Patent Politics by Shobita Parthasarathy

Patent Politics by Shobita Parthasarathy

Author:Shobita Parthasarathy [Parthasarathy, Shobita]
Language: eng
Format: epub
ISBN: 978--0-226-43799--6
Publisher: University of Chicago Press
Published: 2017-01-10T05:00:00+00:00


Validation in the Courts

As the Edinburgh and WARF patent oppositions crawled along, Christoph Then (this time on behalf of Greenpeace) also challenged hESC patents through the national courts. Eventually these challenges arrived at the EU’s highest court, the European Court of Justice, which was potentially another source of pressure on the European patent system. In 1999, two years before the EPO granted the Edinburgh patent, the German Patent Office awarded Oliver Brüstle, a researcher at the University of Bonn and a vocal proponent of hESC research, a patent covering methods of deriving neural cells from hESCs.143 Greenpeace immediately opposed the decision, arguing that the patent violated the BPD. The German Patent Office revoked the patent; Brüstle filed for and received a modified patent; and Then and Greenpeace sued in 2004.144 The German federal court ruled in favor of Greenpeace, and Brüstle appealed the case to the German Supreme Court. The German Supreme Court referred the case to the ECJ, seeking clarification on several aspects of the BPD, including the meaning of “human embryos,” the meaning of the expression “uses of human embryos for industrial or commercial purposes” in the BPD (which by then was also figuring prominently in EPO’s decisions to deny the WARF patent and limit the Edinburgh patent), and whether the destruction of the human embryo matters for determining patentability if it is not explicitly discussed in the patent’s claims. Although Brüstle argued that the case jeopardized the future of hESC research in Europe, Then emphasized that his focus was on the commercialization of human embryos: “Even if research on embryos is to be allowed, it’s not right to commercialize the process. . . . We believe there should be a clear separation between research and patenting products.”145 To Then, the patent system had an important and distinct role to play in the governance of hESC research. Focusing regulatory attention on the research enterprise would not address the patents’ socioeconomic impacts or the moral impacts of turning hESCs into commodities.

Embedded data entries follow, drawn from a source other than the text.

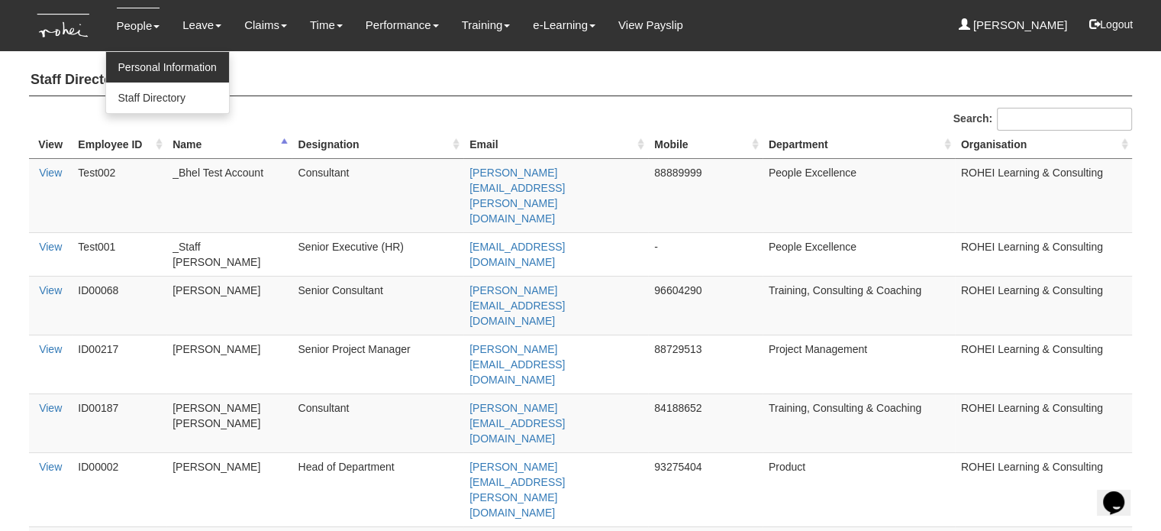  I want to click on td: ID00068, so click(119, 305).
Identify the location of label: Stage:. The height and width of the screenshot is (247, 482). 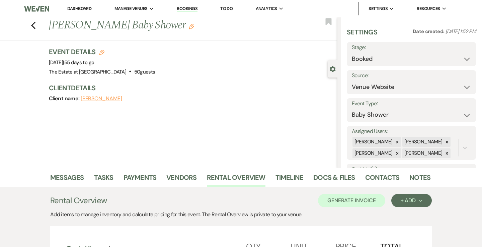
(411, 47).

In October 2011, the ECJ agreed with Greenpeace and echoed the EPO’s position. In its first decision on the patentability of life forms,146 Europe’s highest court defined a human embryo as any fertilized human ovum in which the “process of development of a human being” was taking place, and read the BPD to exclude patents on products and processes related to hESCs because they involved the “commercialization or exploitation” of a human embryo. It also decided that hESCs were unpatentable if they involved the destruction of an embryo, even if that destruction was not explicitly discussed in the patent claims. In making this decision, the ECJ relied heavily on the text of the BPD, especially the language in Article 6 that provided the basis for the EPO’s decisions in the Edinburgh and WARF cases.

The ECJ also reinforced the connection between the European right to human dignity and patent law, and therefore the patent system’s moral responsibilities. As discussed previously, while challengers had made this connection in the debates over the Edinburgh and WARF patents, the EPO had not justified its decisions explicitly in moral terms.